Roman Polanski must be biting his nails this month. In fact, we'd be surprised if he had any left. His freedom, or lack thereof, is coming down the wire. On Wednesday a Los Angeles judge scheduled a hearing for Jan. 22 on whether the fugitive director could be sentenced from afar — and possibly let off the hook for time served. Now Swiss officials say they could decide on whether to hand him over to Los Angeles authorities as early as this month.

If that happens, and Polanski hasn't received a time-served sentence by then, he could be behind bars in Los Angeles in time for Valentine's Day. The Swiss Justice Ministry states, however, that its decision on the Los Angeles District Attorney's request to extradite the director could also come in February.

Polanski was convicted in 1977 for having sex with a minor, a 13-year-old girl who claimed she was drugged and raped. He served 42 days of “psychiatric evaluation” and says that he expected that would be the end of it until a judge in early 1978 indicated he could be sentenced to some time behind bars.

Polanski took off for France and has been there pretty much ever since … until September. He left for Switzerland to pick up an award. The District Attorney caught wind of the trip and had the director picked up by Swiss authorities. He's now under house arrest at his Swiss chalet.

Last month an appeals court judge suggested the director could be sentenced from afar, “in absentia,” and his lawyers made a request for just such a decision Wednesday. The appeals court stated that it was possible that the director could get off for time already served — the psychiatric evaluation — but the Los Angeles Times noted that older men convicted of having sex with a minor today often receive sentences of a year or more behind bars.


Problem to work on: All lines in the entries below that hold "pixels" make up the answer.

Data for review:
※

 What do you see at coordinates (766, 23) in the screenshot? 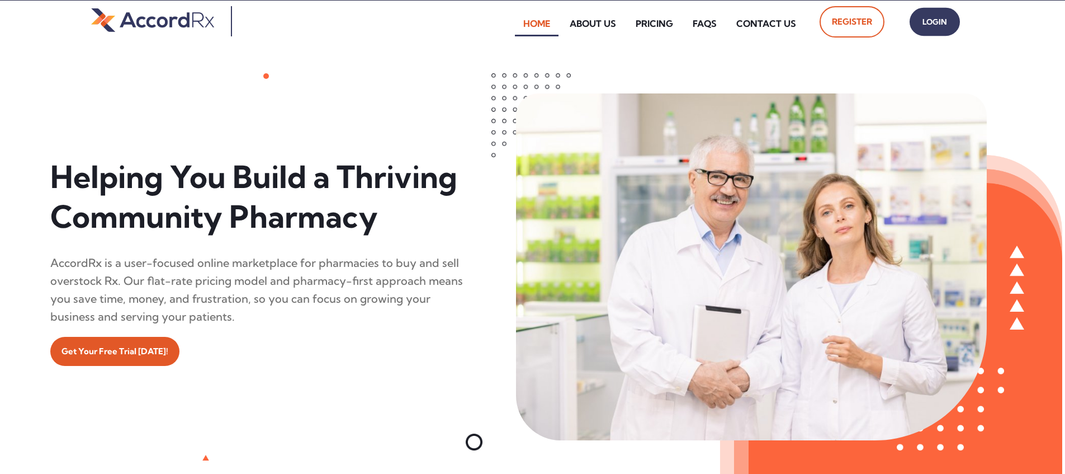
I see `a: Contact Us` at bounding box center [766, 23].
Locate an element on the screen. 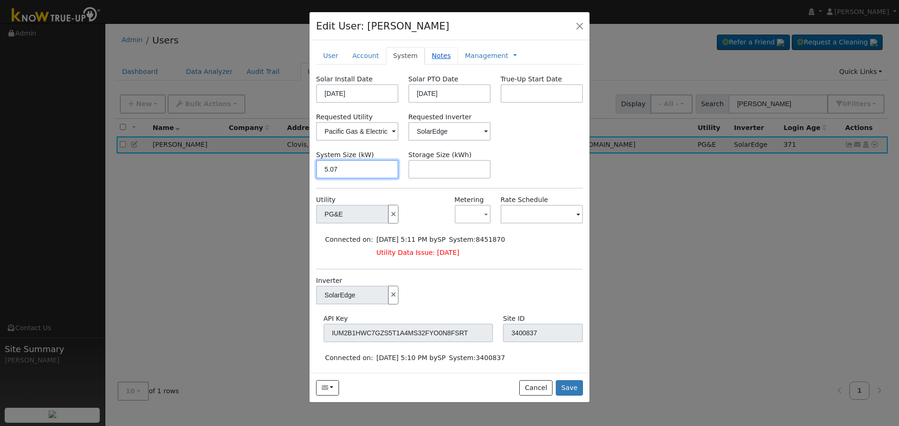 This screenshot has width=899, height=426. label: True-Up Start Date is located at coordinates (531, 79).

※

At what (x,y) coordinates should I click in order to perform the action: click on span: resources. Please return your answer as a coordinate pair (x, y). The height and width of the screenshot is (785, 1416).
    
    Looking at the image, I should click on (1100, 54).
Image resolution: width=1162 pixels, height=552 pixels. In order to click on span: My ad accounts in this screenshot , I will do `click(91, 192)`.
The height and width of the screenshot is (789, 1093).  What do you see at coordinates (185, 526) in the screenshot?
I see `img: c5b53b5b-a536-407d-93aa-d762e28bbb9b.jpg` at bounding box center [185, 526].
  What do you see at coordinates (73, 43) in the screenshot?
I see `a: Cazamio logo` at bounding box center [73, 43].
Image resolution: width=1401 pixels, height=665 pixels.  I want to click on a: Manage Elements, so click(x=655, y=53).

※

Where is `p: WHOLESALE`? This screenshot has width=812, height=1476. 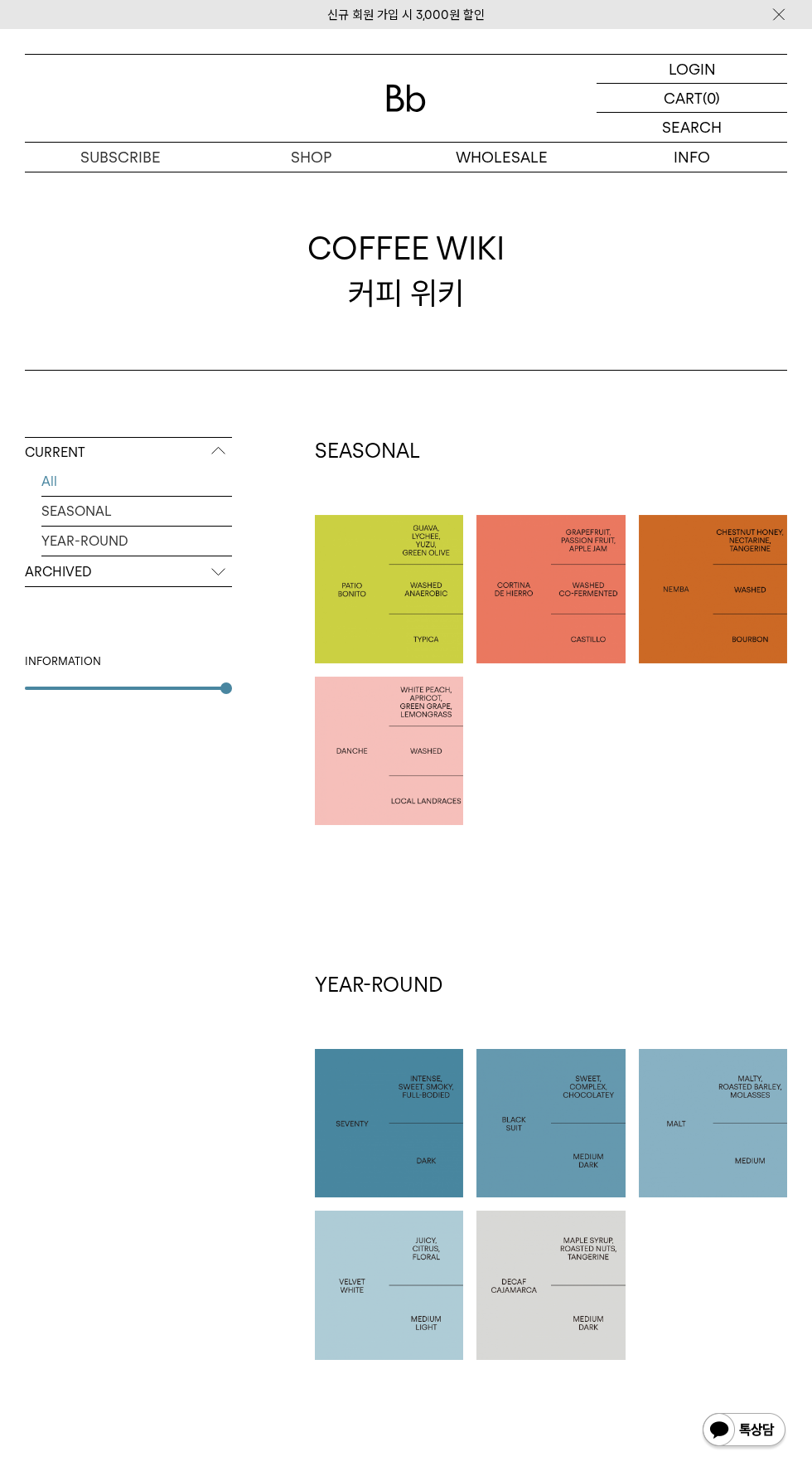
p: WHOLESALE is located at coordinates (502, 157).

※

Solution below:
Image resolution: width=1162 pixels, height=552 pixels. In order to click on span: My ad accounts in this screenshot , I will do `click(91, 192)`.
Image resolution: width=1401 pixels, height=665 pixels.  I want to click on a: Manage Elements, so click(x=655, y=53).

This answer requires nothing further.